Between The Walls and The Trees
Ruth Hanson ARPS
Between the Walls and the Trees is a film about freedom. Made between the castle walls of my hometown and the trees and houses beside it, the work reflects on reclaimed feelings of safety and freedom following relentless traumatic experiences. Walls, bars, trees, birds, and the pounding sound of a heartbeat become symbols of both trauma and recovery.
I include my own shadow as a self-portrait, layering and exploring personal storytelling through photography as a vital part of my recovery process.
The film was shot on a Lomokino camera using 35mm film, which I hand-developed, scanned, and animated. Later, reflecting on the work, I wrote the words “stay, it is over, you are safe here” and “the birds know how to be.”
Corn Husks Belper
Sarah Skinner
This is a short video I put together as a way to show a series of photographs taken along a route I know well — the scenic (but quite long) walk home from town. It was a dull day and I wasn’t planning to make images, but I was caught by the ugly-beauty of a corn husk lying there, bleached and dried, long after harvest.
At first it seemed to be the only cob left, but then I noticed others — similar yet different — each striking in form.

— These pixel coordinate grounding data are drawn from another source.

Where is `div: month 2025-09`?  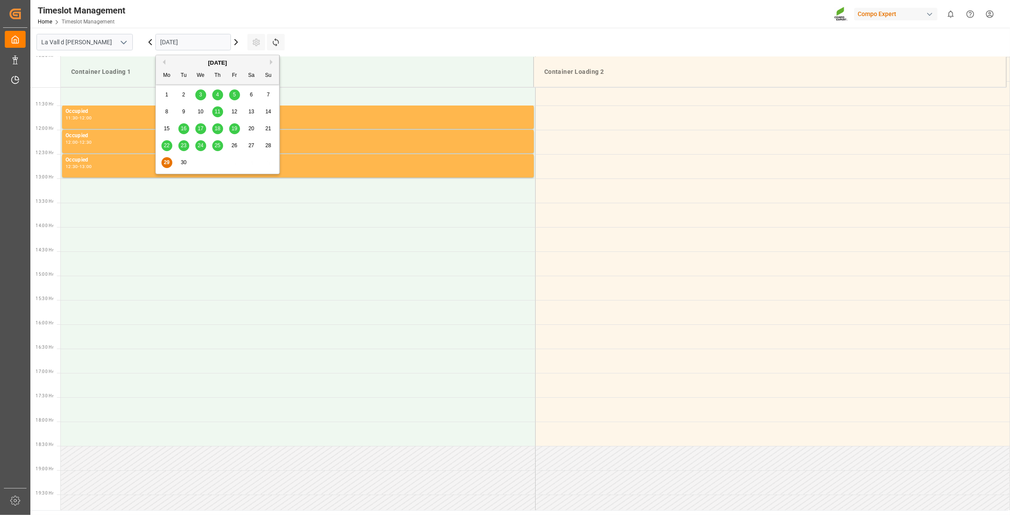
div: month 2025-09 is located at coordinates (217, 128).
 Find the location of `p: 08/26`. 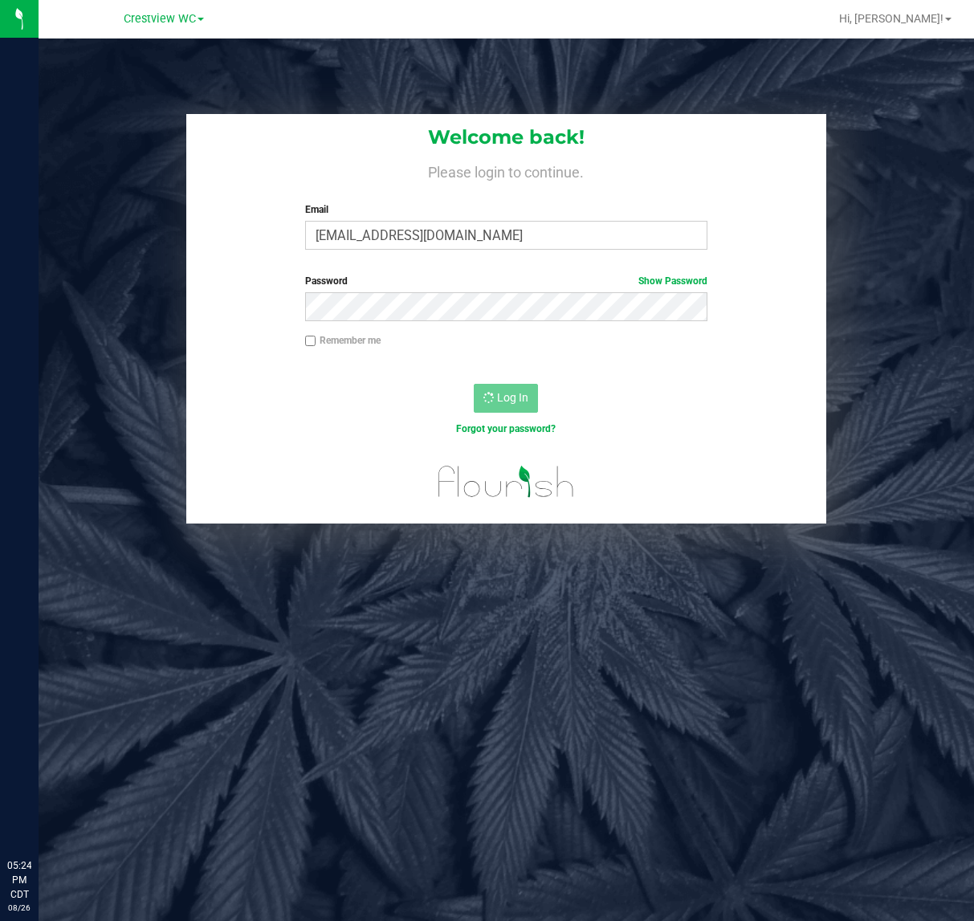

p: 08/26 is located at coordinates (19, 907).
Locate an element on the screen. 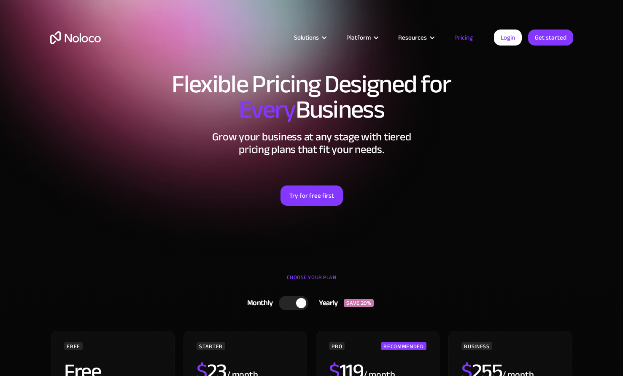 This screenshot has width=623, height=376. div: SAVE 20% is located at coordinates (358, 303).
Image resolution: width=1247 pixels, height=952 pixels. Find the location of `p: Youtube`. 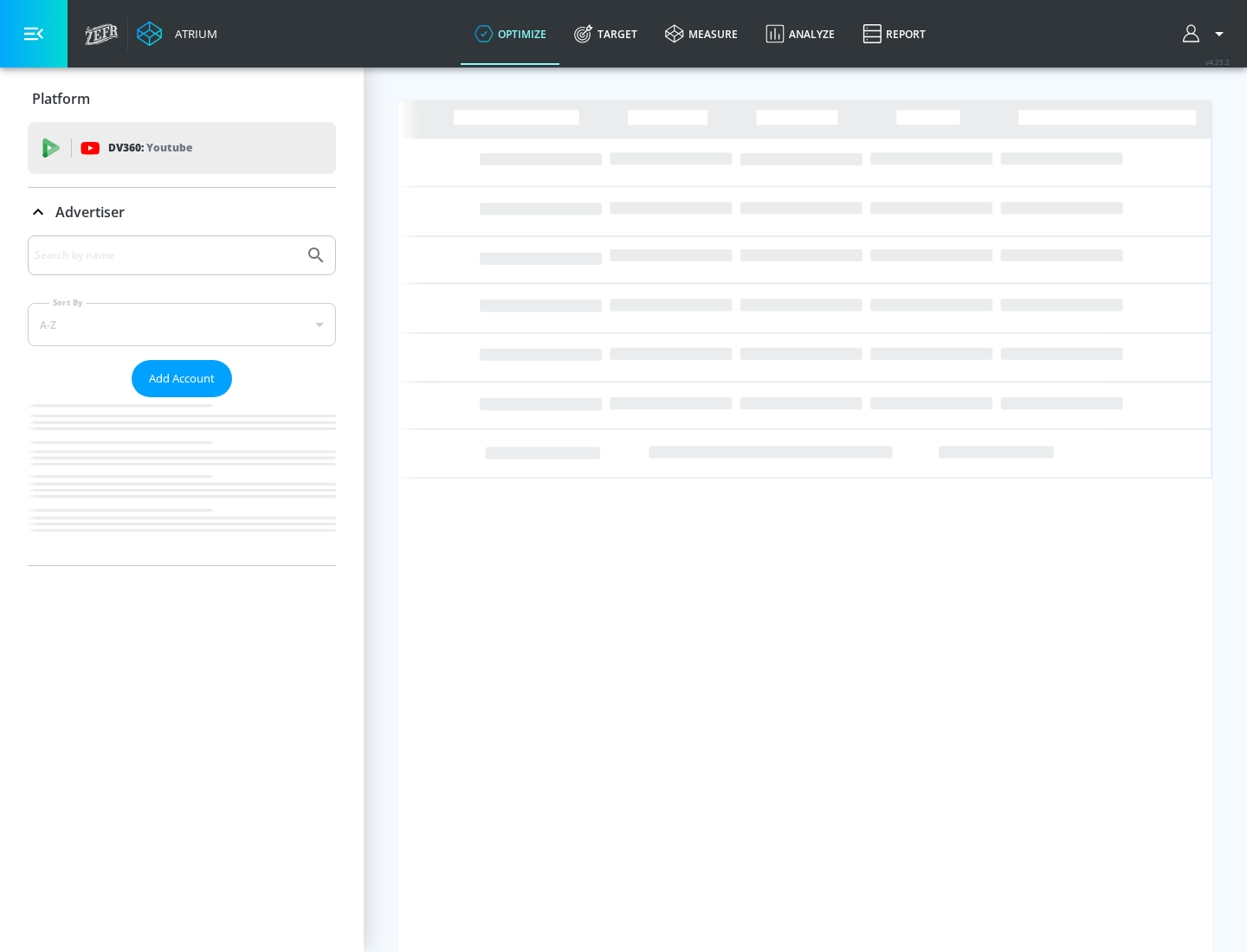

p: Youtube is located at coordinates (169, 147).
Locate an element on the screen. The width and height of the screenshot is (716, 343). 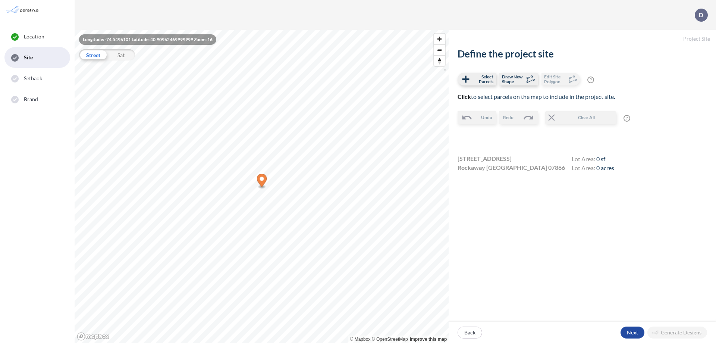
span: to select parcels on the map to include in the project site. is located at coordinates (536, 96).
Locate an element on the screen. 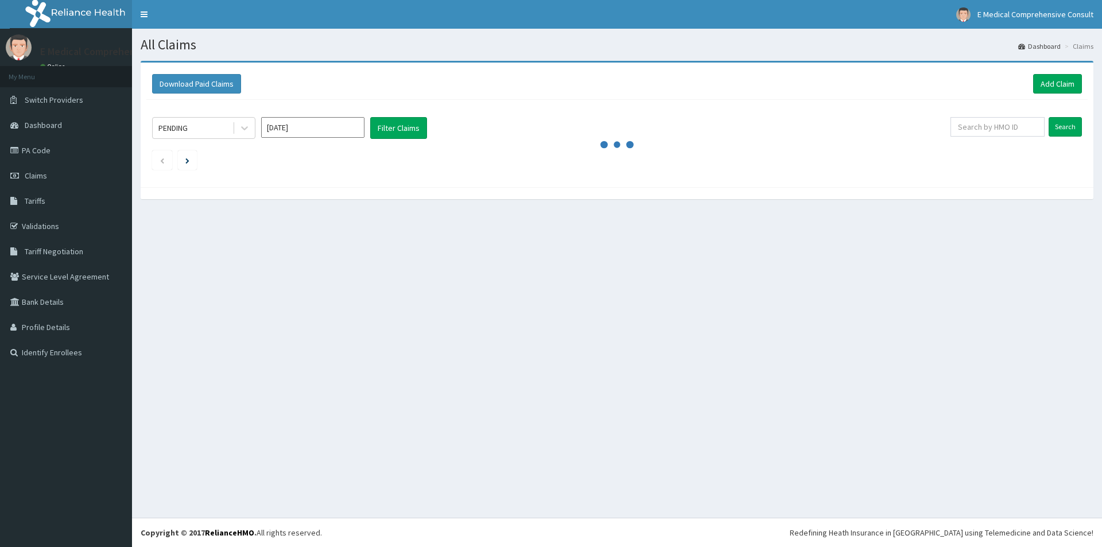  button: Filter Claims is located at coordinates (398, 128).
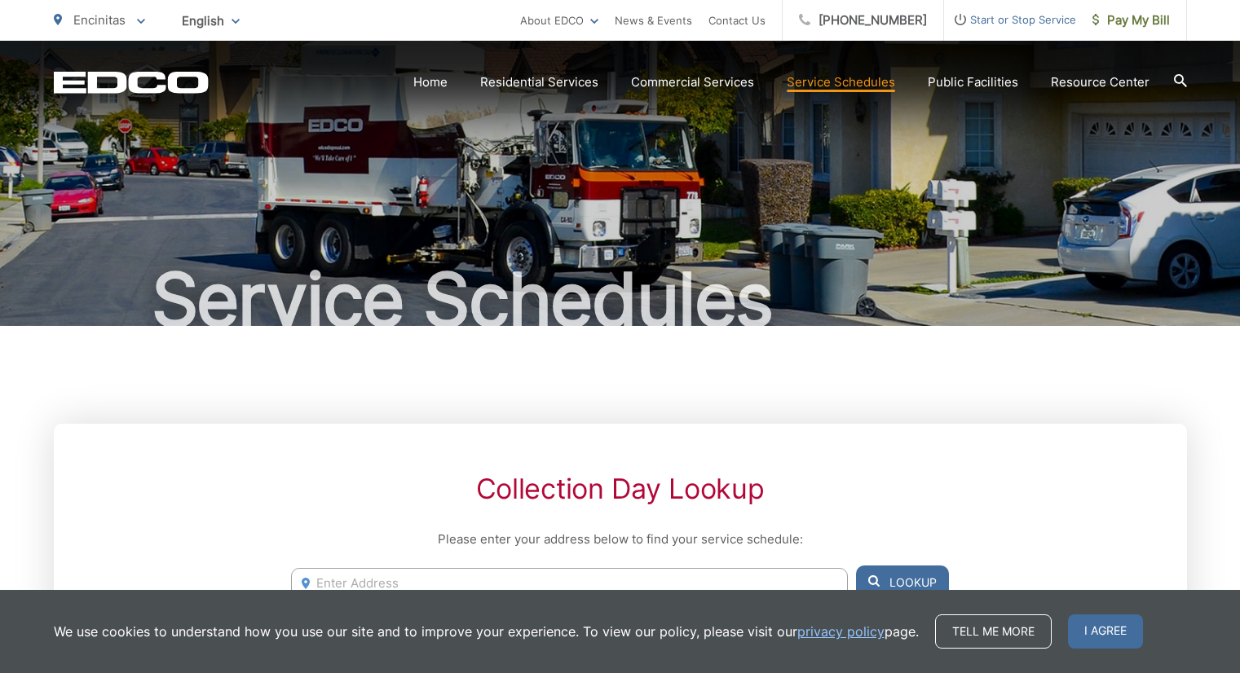 Image resolution: width=1240 pixels, height=673 pixels. What do you see at coordinates (210, 20) in the screenshot?
I see `span: English` at bounding box center [210, 20].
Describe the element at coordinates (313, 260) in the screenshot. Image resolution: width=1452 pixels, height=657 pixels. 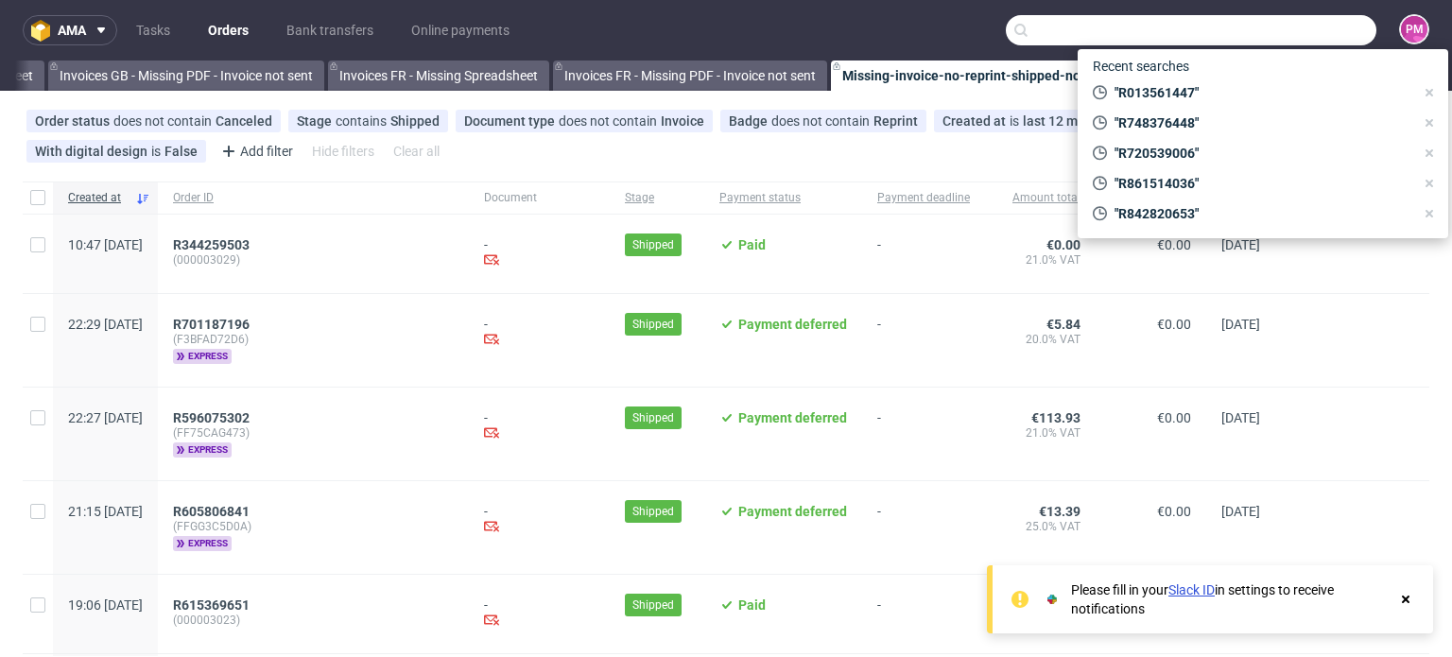
I see `span: (000003029)` at that location.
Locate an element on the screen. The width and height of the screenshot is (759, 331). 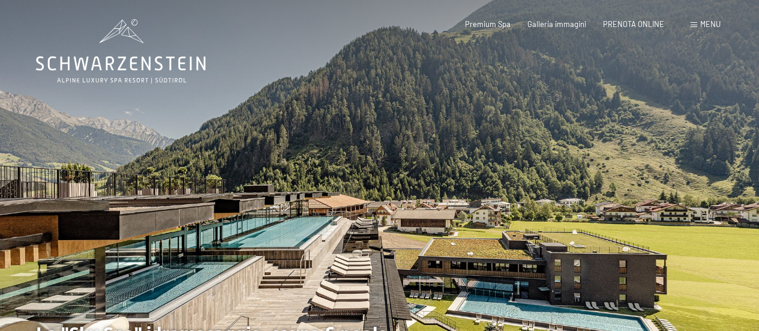
span: Premium Spa is located at coordinates (488, 24).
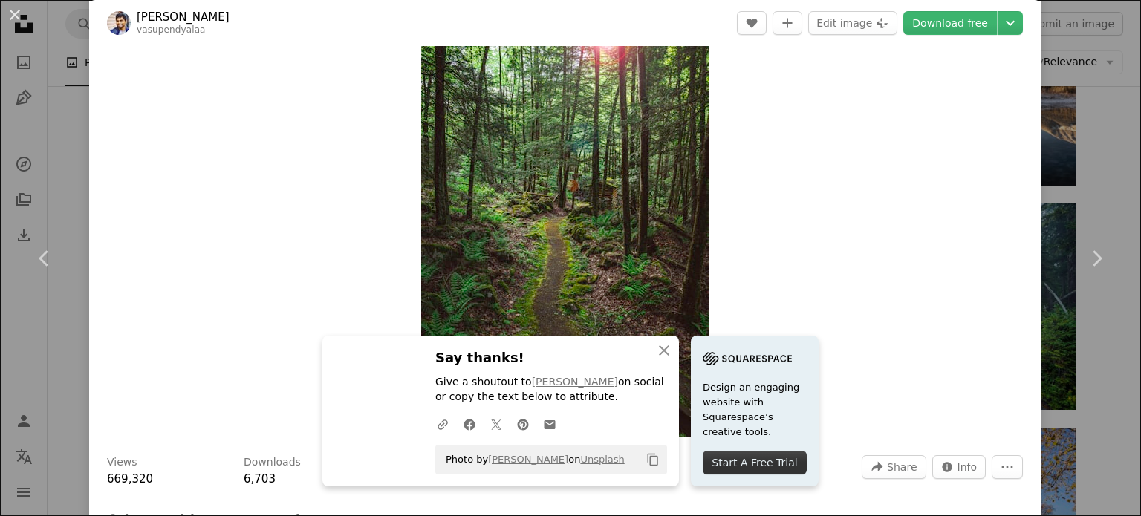 This screenshot has height=516, width=1141. I want to click on a: Share on Twitter, so click(496, 424).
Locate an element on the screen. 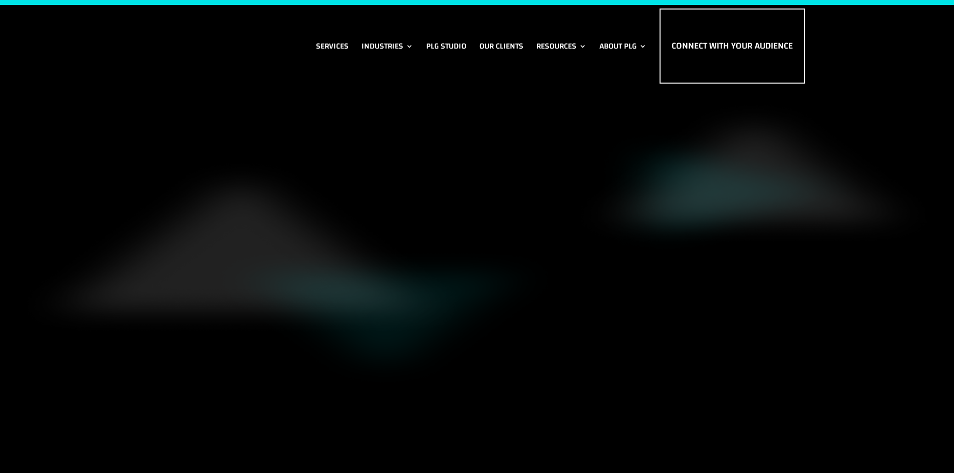  a: Connect with Your Audience is located at coordinates (732, 46).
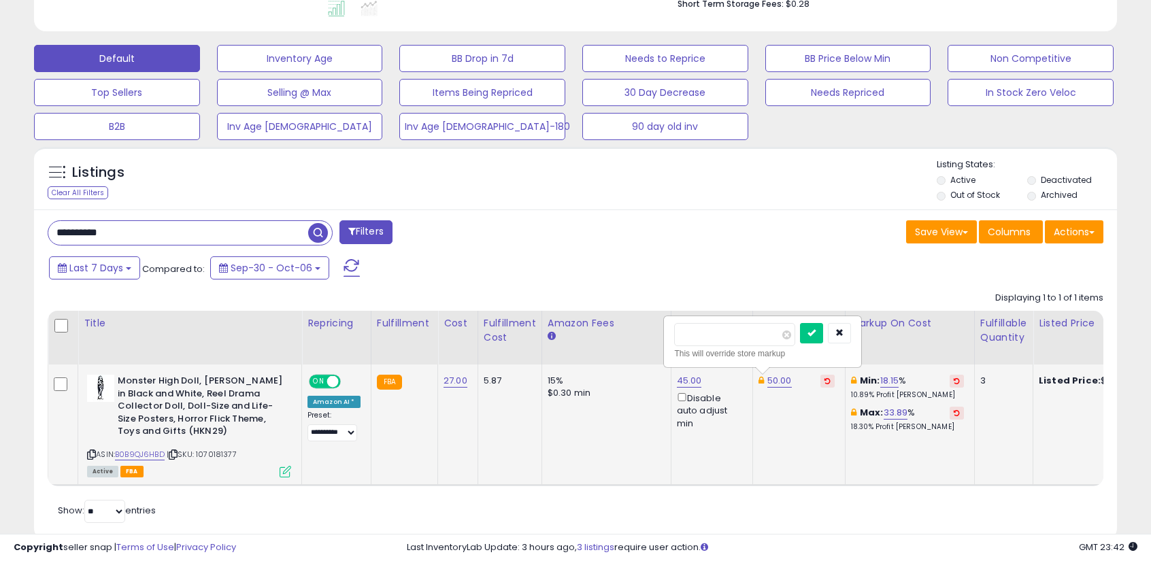  What do you see at coordinates (1066, 180) in the screenshot?
I see `label: Deactivated` at bounding box center [1066, 180].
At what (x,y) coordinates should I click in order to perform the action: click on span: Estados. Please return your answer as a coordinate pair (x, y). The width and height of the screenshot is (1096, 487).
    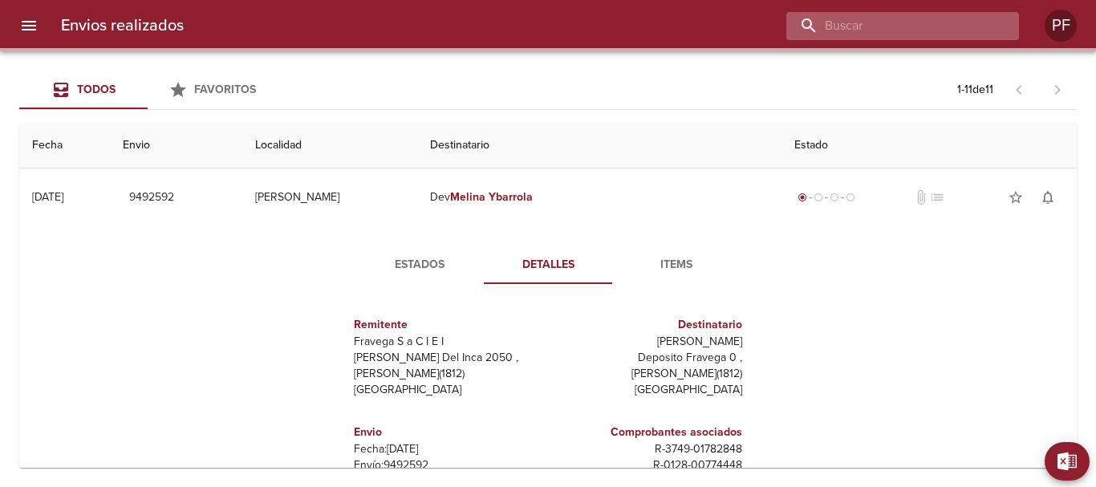
    Looking at the image, I should click on (420, 265).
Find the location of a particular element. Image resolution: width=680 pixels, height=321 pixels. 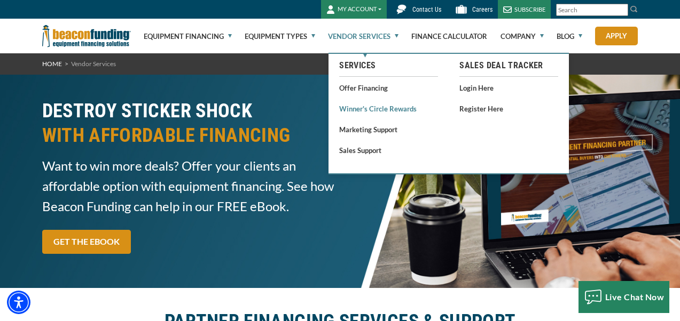

a: Sales Support is located at coordinates (388, 150).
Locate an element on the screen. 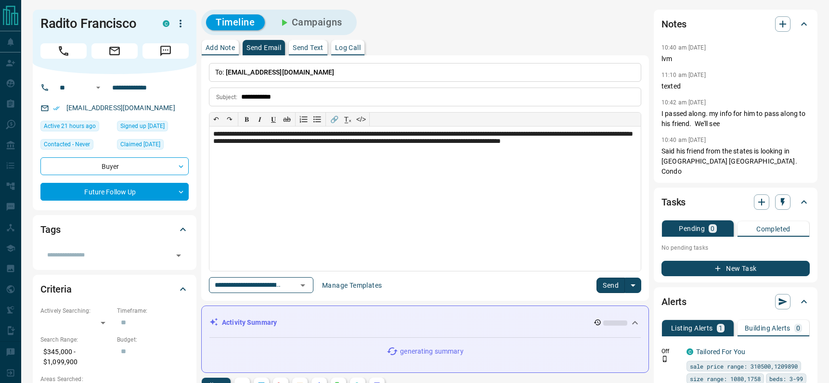 The image size is (829, 383). button: 𝐔 is located at coordinates (274, 119).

At home, I carefully sequenced the images and used a silvertone filter to reduce the surrounding greenery and emphasise the structure of the husks.
I was also thinking of Dorothea Lange and the dust-bowl era of photography. For me, the video evokes thoughts of ageing, death, beauty, and the natural cycle — and how beauty can be found even on the most mundane walks.
Layered Memories
Jane Robb
I travelled to Ghana, Senegal and the Gambia in August 2025 and I was inspired by a prompt to take videos of small moments of reflection - of which I had many while travelling. The piece tells a story of the journey of travel and memories, many of which are layered in time and recollection, where we may see parts of our lives through other parts of a journey. Together, they hopefully also add to a bigger story that can tell of more than just my own memories of travel.
From Still to Sequence: Exploring Time, Process and State of Mind
Jennie Meadows
This work explores a photographic process through both practice and context, combining a step-by-step guide with a brief look at its historical use by other artists.
The first film, Twitten, is a two-minute observational piece of Boundary Passage, an alleyway between Brighton and Hove, created using time-lapse and hyper-lapse techniques. The final film was edited from 400 stills, selected from around 4,000 images taken over three weeks and assembled in Adobe Premiere Pro.
The second film, Psychoffee, was made using the same process. Inspired by Alfred Hitchcock and Duane Michals, it uses photographic stills and metaphor to explore themes of anxiety and states of mind many people experience.
Through a blend of stills, video, and voice, Sinead shares a deeply personal and creative story — a beautiful reminder of how photography and film can express not just what we see, but who we are.
Icelandic Photography Expedition
Sue Wright
In 2018, I organised and led a photography journey to Iceland with an extraordinary group of people from Blesma – The Limbless Veterans.
For one unforgettable week, eight Blesma members set out to photograph Iceland’s dramatic landscapes — from vast open spaces to moments of quiet stillness. This was a group defined not by limitation, but by determination: two wheelchair users, two registered blind, three amputees, and a war widow — all pushing personal and creative boundaries together.
This experience was about far more than learning photography. It was about confidence, independence, resilience, and the shared joy of making images in challenging environments. It was about adapting, supporting one another, and proving that creativity and adventure are for everyone.
This is more than mindful photography — it’s about getting out there and doing it.